There was a sentence succinct and insane enough to be spoken on a bridge. It has stayed with me. Whenever a brook or canal is spanned by a small bridge, whenever there is a gurgling down below and water breaking against the rubbish which disorderly people the world over throw from bridges into rivulets and canals, Mahlke stands beside me in combat boots and tanker's monkey jacket, leaning over the rail so that the big thingamajig on his neck hangs down vertical, a solemn clown triumphing over cat and mouse with his irrefutable faith: "Of course not in God. A swindle to stultify the people. There's only Mary. I'll never get married."

And he uttered a good many more words which fell into the Striessbach. Possibly we circled Max-Halbe-Platz ten times, raced twelve times up and down Heeresanger. Stood undecided at the terminus of Line No. 5. Looked on, not without hunger, as the streetcar conductors and marcelled conductorettes, sitting in the blued-out trailer, bit into sandwiches and drank out of thermos bottles.

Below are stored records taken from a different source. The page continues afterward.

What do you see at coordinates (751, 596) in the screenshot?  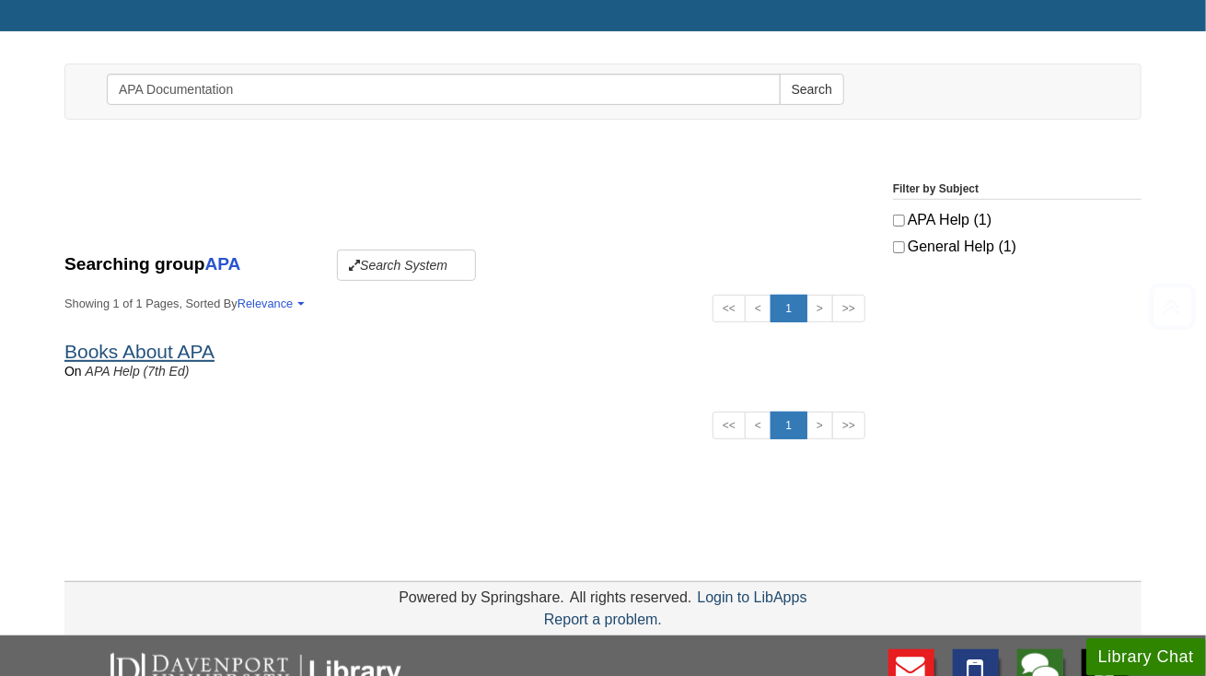 I see `a: Login to LibApps` at bounding box center [751, 596].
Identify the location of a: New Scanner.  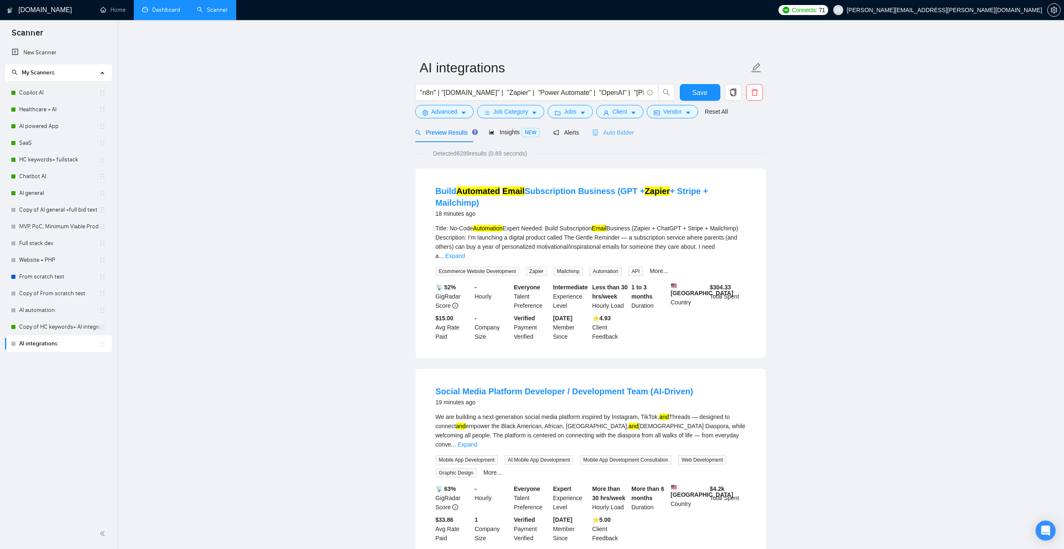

…and then came a car – or should have – in which the conductorette under the cocked cap was Tulla Pokriefke, who had been drafted as a wartime helper several weeks before. We'd have spoken to her and I would certainly have made a date with her if she had been working on Line No. 5. But as it was, we saw only her little profile behind the dark-blue glass and we were not sure.

I said: "You ought to give it a try with her."

Mahlke, tormented: "I just told you that I'm never going to get married."

I: "It would cheer you up."

He: "And who's going to cheer me up afterward?"

I tried to joke: "The Virgin Mary of course."

He had misgivings: "What if she's offended?"

I offered my help. "If you want me to, I'll be Gusewski's altar boy tomorrow morning."

I was amazed at the alacrity with which he said: "It's a deal!" And he went off toward the trailer which still held out the promise of Tulla Pokriefke's profile in a conductor's cap. Before he got in, I called out: "Say, how much more furlough have you got left?"

And from the door of the trailer the Great Mahlke said: "My train left four and a half hours ago. If nothing has gone wrong, it must be pulling into Modlin."